What we are seeing is a brick by brick removal in the walls that support the social net built during the New Deal that helped America become the thing it was during the 1950, 1960s and 1970s.  Yes, we helped many countries get rid of Nazis and Fascist and this did make us some what exceptional at the time, but ushering in the very policies and attitudes of fascism does not make us the least bit exceptional now.  It weakens the very people that make for a vibrant Democracy.    Also, given that the Wikileaks information has been the soul source recently of unmanufactured news and opinion passed off as fact, it also gives us a glance at why the rest of the planet has ceased to see the US as exceptional too.

To paraphrase the words of Common Dreams and Margaret Flowers: We Must Resist.  Okay, so this essay was a little Political Economy and not just economics.  You awake?

update:

I get to update this post with a link to one of the more influential ‘liberal’ economist who is also writing on the changes in the Political Economy at Project Syndicate. Here’s something  from Jeffrey D. Sachs writing on ‘America’s Political Class Struggle’.  You may recall that both Krugman and Sachs were called to the Obama woodshed a few weeks ago and told to get on board with the McConnell-Obama  tax cuts.

America is on a collision course with itself. This month’s deal between President Barack Obama and the Republicans in Congress to extend the tax cuts initiated a decade ago by President George W. Bush is being hailed as the start of a new bipartisan consensus. I believe, instead, that it is a false truce in what will become a pitched battle for the soul of American politics.

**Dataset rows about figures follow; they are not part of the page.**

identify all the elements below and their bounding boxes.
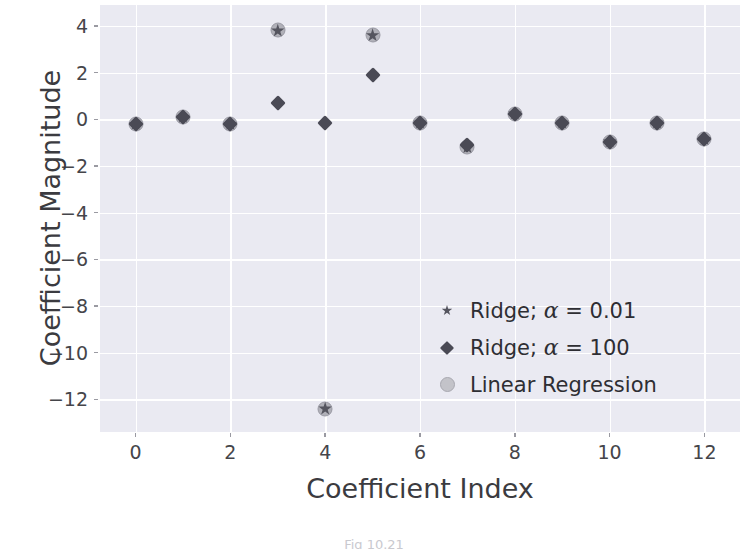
marker-ridge-alpha-0-01: [318, 402, 332, 416]
gridline-vertical: [230, 5, 231, 432]
marker-ridge-alpha-100: [604, 136, 615, 147]
marker-ridge-alpha-100: [320, 117, 331, 128]
x-tick-label: 2: [224, 441, 236, 463]
y-axis-title-holder: Coefficient Magnitude: [0, 0, 40, 549]
marker-ridge-alpha-0-01: [366, 28, 380, 42]
marker-ridge-alpha-100: [462, 140, 473, 151]
marker-ridge-alpha-100: [557, 117, 568, 128]
star-icon: [442, 305, 453, 316]
diamond-icon: [440, 340, 454, 354]
x-tick-label: 8: [509, 441, 521, 463]
y-tick-mark: [94, 212, 98, 214]
x-tick-mark: [324, 433, 326, 437]
star-icon: [366, 28, 380, 42]
diamond-icon: [649, 115, 665, 131]
legend-marker: [424, 343, 470, 353]
gridline-vertical: [420, 5, 421, 432]
figure-caption: Fig 10.21: [0, 537, 748, 549]
x-tick-label: 6: [414, 441, 426, 463]
legend-label: Linear Regression: [470, 373, 657, 397]
diamond-icon: [460, 137, 476, 153]
y-tick-mark: [94, 305, 98, 307]
marker-ridge-alpha-100: [699, 134, 710, 145]
y-tick-mark: [94, 259, 98, 261]
star-icon: [271, 24, 285, 38]
marker-ridge-alpha-100: [652, 117, 663, 128]
diamond-icon: [175, 109, 191, 125]
x-axis-title: Coefficient Index: [100, 473, 740, 504]
diamond-icon: [507, 106, 523, 122]
diamond-icon: [128, 116, 144, 132]
y-tick-mark: [94, 119, 98, 121]
x-tick-mark: [230, 433, 232, 437]
diamond-icon: [697, 131, 713, 147]
alpha-symbol: α: [544, 335, 559, 360]
x-tick-label: 12: [692, 441, 716, 463]
alpha-symbol: α: [544, 298, 559, 323]
legend-marker: [424, 377, 470, 392]
x-tick-mark: [609, 433, 611, 437]
legend-item: Ridge; α = 100: [424, 329, 724, 366]
marker-ridge-alpha-100: [177, 112, 188, 123]
y-tick-mark: [94, 72, 98, 74]
marker-ridge-alpha-100: [225, 119, 236, 130]
y-tick-mark: [94, 25, 98, 27]
y-tick-mark: [94, 165, 98, 167]
marker-ridge-alpha-0-01: [271, 24, 285, 38]
legend-label: Ridge; α = 0.01: [470, 298, 636, 323]
diamond-icon: [223, 116, 239, 132]
marker-ridge-alpha-100: [272, 98, 283, 109]
marker-ridge-alpha-100: [415, 117, 426, 128]
diamond-icon: [317, 115, 333, 131]
x-tick-label: 0: [130, 441, 142, 463]
x-tick-mark: [135, 433, 137, 437]
legend-item: Linear Regression: [424, 366, 724, 403]
legend: Ridge; α = 0.01Ridge; α = 100Linear Regr…: [424, 292, 724, 403]
y-tick-mark: [94, 399, 98, 401]
diamond-icon: [412, 115, 428, 131]
x-tick-mark: [514, 433, 516, 437]
legend-item: Ridge; α = 0.01: [424, 292, 724, 329]
star-icon: [318, 402, 332, 416]
marker-ridge-alpha-100: [130, 119, 141, 130]
x-tick-label: 4: [319, 441, 331, 463]
x-tick-mark: [704, 433, 706, 437]
x-tick-mark: [419, 433, 421, 437]
y-tick-mark: [94, 352, 98, 354]
diamond-icon: [365, 67, 381, 83]
diamond-icon: [270, 95, 286, 111]
diamond-icon: [554, 115, 570, 131]
circle-icon: [440, 377, 455, 392]
legend-marker: [424, 305, 470, 316]
gridline-vertical: [325, 5, 326, 432]
marker-ridge-alpha-100: [367, 70, 378, 81]
x-tick-label: 10: [598, 441, 622, 463]
diamond-icon: [602, 134, 618, 150]
y-axis-title: Coefficient Magnitude: [35, 18, 66, 418]
figure-canvas: 420−2−4−6−8−10−12 024681012 Coefficient …: [0, 0, 748, 549]
legend-label: Ridge; α = 100: [470, 335, 630, 360]
marker-ridge-alpha-100: [509, 108, 520, 119]
gridline-vertical: [136, 5, 137, 432]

As in many countries, conflicts over public morality and national strategy come down to questions of money. In the United States, this is truer than ever. The US is running an annual budget deficit of around $1 trillion, which may widen further as a result of the new tax agreement. This level of annual borrowing is far too high for comfort. It must be cut, but how?

The problem is America’s corrupted politics and loss of civic morality. One political party, the Republicans, stands for little except tax cuts, which they place above any other goal. The Democrats have a bit wider set of interests, including support for health care, education, training, and infrastructure. But, like the Republicans, the Democrats, too, are keen to shower tax cuts on their major campaign contributors, predominantly rich Americans.

The result is a dangerous paradox. The US budget deficit is enormous and unsustainable. The poor are squeezed by cuts in social programs and a weak job market. One in eight Americans depends on Food Stamps to eat. Yet, despite these circumstances, one political party wants to gut tax revenues altogether, and the other is easily dragged along, against its better instincts, out of concern for keeping its rich contributors happy.

This tax-cutting frenzy comes, incredibly, after three decades of elite fiscal rule in the US that has favored the rich and powerful. Since Ronald Reagan became President in 1981, America’s budget system has been geared to supporting the accumulation of vast wealth at the top of the income distribution. Amazingly, the richest 1% of American households now has a higher net worth than the bottom 90%. The annual income of the richest 12,000 households is greater than that of the poorest 24 million households.

Please go read the rest of the article.  I think this shows further evidence that Obama didn’t placate liberal economists.